Tuesday, February 15, 2011

"Overwhelmingly homogenous"


Dieuwertje Komen has just launched her brand new website, so I take this chance to introduce you to her excellent (mostly urban) landscape photography, where you'll have plenty of choice among the many series she presents. Whether it is personal or commissioned work, Komen's images raise many discreet and yet important questions about the spaces we live in.

Sometimes I wonder if the main outcome of the contemporary visual topography is having shown the differences between the various man-altered landscapes or instead reveal the dreadful uniformity that is shaping the majority of the urban settlements, and most of all, of the ideas behind them.

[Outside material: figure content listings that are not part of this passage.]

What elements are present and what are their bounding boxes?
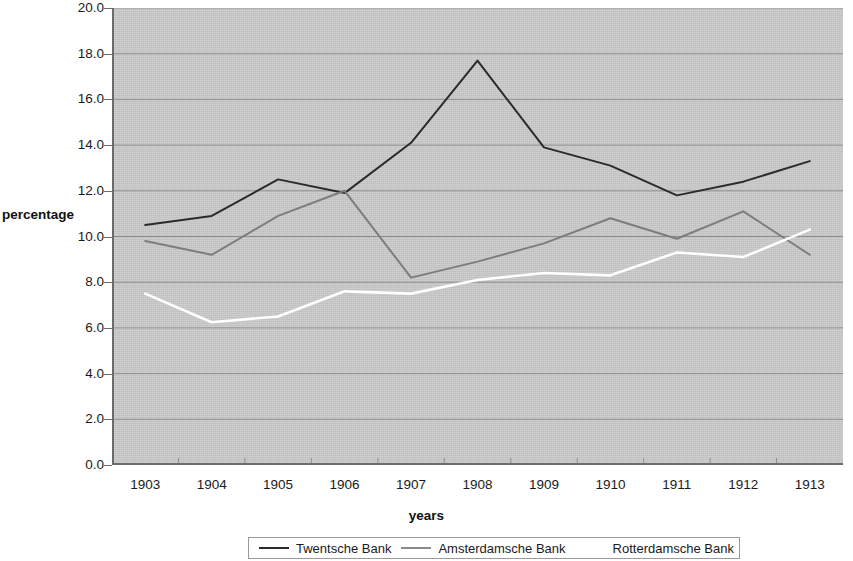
x-axis-tick-label: 1905 bbox=[243, 478, 313, 492]
legend-item[interactable]: Twentsche Bank bbox=[249, 538, 391, 558]
y-axis-tick-label: 12.0 bbox=[54, 184, 104, 198]
series-line-amsterdamsche-bank bbox=[145, 191, 810, 278]
legend-swatch-icon bbox=[576, 547, 606, 549]
legend-swatch-icon bbox=[401, 547, 431, 549]
x-axis-tick-label: 1908 bbox=[443, 478, 513, 492]
x-axis-tick-label: 1906 bbox=[310, 478, 380, 492]
y-axis-tick-mark bbox=[104, 328, 112, 329]
y-axis-tick-label: 18.0 bbox=[54, 47, 104, 61]
legend-label: Twentsche Bank bbox=[296, 542, 391, 555]
y-axis-tick-mark bbox=[104, 54, 112, 55]
x-axis-tick-label: 1911 bbox=[642, 478, 712, 492]
x-axis-title: years bbox=[0, 508, 853, 523]
y-axis-tick-label: 16.0 bbox=[54, 92, 104, 106]
y-axis-tick-label: 2.0 bbox=[54, 412, 104, 426]
y-axis-tick-mark bbox=[104, 465, 112, 466]
x-axis-tick-label: 1907 bbox=[376, 478, 446, 492]
y-axis-tick-label: 14.0 bbox=[54, 138, 104, 152]
y-axis-tick-mark bbox=[104, 8, 112, 9]
x-axis-tick-label: 1913 bbox=[775, 478, 845, 492]
y-axis-tick-mark bbox=[104, 237, 112, 238]
series-line-twentsche-bank bbox=[145, 61, 810, 226]
x-axis-tick-label: 1910 bbox=[575, 478, 645, 492]
x-axis-tick-label: 1909 bbox=[509, 478, 579, 492]
y-axis-tick-mark bbox=[104, 191, 112, 192]
legend-label: Rotterdamsche Bank bbox=[613, 542, 734, 555]
legend-label: Amsterdamsche Bank bbox=[438, 542, 565, 555]
y-axis-tick-mark bbox=[104, 145, 112, 146]
y-axis-tick-mark bbox=[104, 282, 112, 283]
y-axis-tick-label: 8.0 bbox=[54, 275, 104, 289]
chart-legend: Twentsche BankAmsterdamsche BankRotterda… bbox=[248, 537, 740, 559]
y-axis-tick-label: 10.0 bbox=[54, 230, 104, 244]
y-axis-line bbox=[112, 8, 114, 465]
y-axis-tick-label: 4.0 bbox=[54, 367, 104, 381]
legend-swatch-icon bbox=[259, 547, 289, 549]
y-axis-title: percentage bbox=[2, 207, 74, 222]
legend-item[interactable]: Rotterdamsche Bank bbox=[566, 538, 734, 558]
y-axis-tick-label: 20.0 bbox=[54, 1, 104, 15]
plot-svg bbox=[112, 8, 843, 465]
line-chart: 20.018.016.014.012.010.08.06.04.02.00.0 … bbox=[0, 0, 853, 561]
y-axis-tick-mark bbox=[104, 419, 112, 420]
y-axis-tick-label: 6.0 bbox=[54, 321, 104, 335]
series-line-rotterdamsche-bank bbox=[145, 230, 810, 323]
x-axis-tick-label: 1912 bbox=[708, 478, 778, 492]
plot-area bbox=[112, 8, 843, 465]
y-axis-tick-mark bbox=[104, 374, 112, 375]
legend-item[interactable]: Amsterdamsche Bank bbox=[391, 538, 565, 558]
y-axis-tick-mark bbox=[104, 99, 112, 100]
y-axis-tick-label: 0.0 bbox=[54, 458, 104, 472]
y-axis-tick-labels: 20.018.016.014.012.010.08.06.04.02.00.0 bbox=[52, 0, 104, 465]
x-axis-tick-label: 1903 bbox=[110, 478, 180, 492]
x-axis-line bbox=[112, 463, 843, 465]
x-axis-tick-label: 1904 bbox=[177, 478, 247, 492]
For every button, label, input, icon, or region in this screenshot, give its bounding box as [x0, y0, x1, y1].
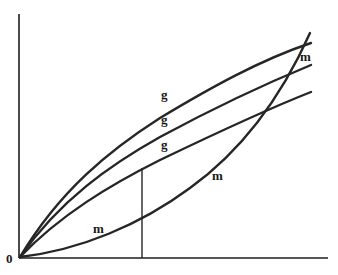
m-middle-label: m	[212, 168, 223, 183]
g-lower-label: g	[161, 137, 168, 152]
g-top-label: g	[161, 87, 168, 102]
m-top-label: m	[300, 49, 311, 64]
g-middle-label: g	[161, 112, 168, 127]
diagram-figure: 0 g g g m m m	[0, 0, 338, 275]
origin-label: 0	[6, 251, 13, 266]
diagram-canvas: 0 g g g m m m	[0, 0, 338, 275]
m-lower-label: m	[93, 221, 104, 236]
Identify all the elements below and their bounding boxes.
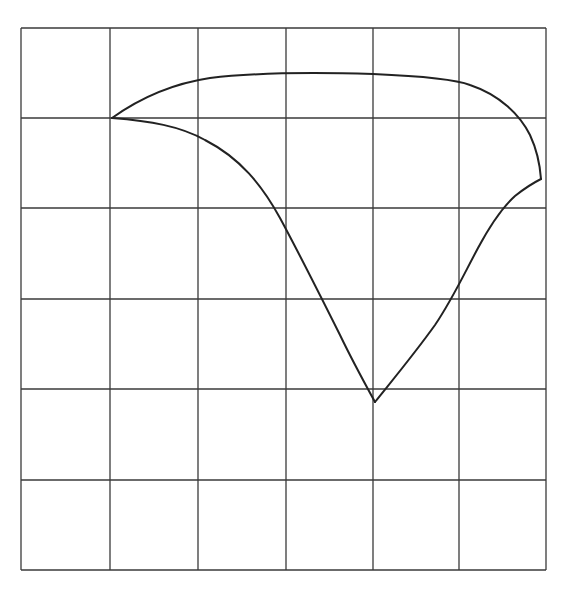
lower-right-arc bbox=[375, 179, 541, 402]
grid bbox=[21, 28, 546, 570]
upper-arc bbox=[112, 73, 541, 179]
closed-curve bbox=[112, 73, 541, 402]
diagram-canvas bbox=[0, 0, 564, 595]
lower-left-arc bbox=[112, 118, 375, 402]
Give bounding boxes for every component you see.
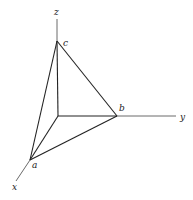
edge-b-c — [57, 41, 117, 116]
y-axis-label: y — [179, 112, 186, 122]
edge-c-a — [30, 41, 57, 160]
x-axis-label: x — [12, 182, 17, 192]
point-b-label: b — [119, 103, 125, 113]
z-axis-label: z — [53, 7, 59, 17]
x-axis — [16, 160, 30, 181]
edge-origin-c — [57, 41, 58, 116]
tetrahedron-diagram: z y x a b c — [0, 0, 193, 200]
point-a-label: a — [32, 160, 37, 170]
point-c-label: c — [63, 38, 68, 48]
edge-a-b — [30, 116, 117, 160]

Dieuwertje Komen's work moves exactly along the line of this dilemma: "For the series Commonness I've portrayed the cities Bordeaux, Kosice, Mechelen, Plzen and Mons all European cities that aspire to the title of European Capital of Culture", she writes. "The resulting pictures display a similarity between the different cities, a discovery both surprising and unsettling since the cities compete for the title with distinctive assets. And yet, here they are shown to be overwhelmingly homogenous".

Homogeneity can be suffocating, but at least there is something graceful in Komen's vision, as she proved herself to be able to draw the greater picture of those urban dystopias, and yet somehow left space for imaginary escape routes, subversive plans, hope for something different.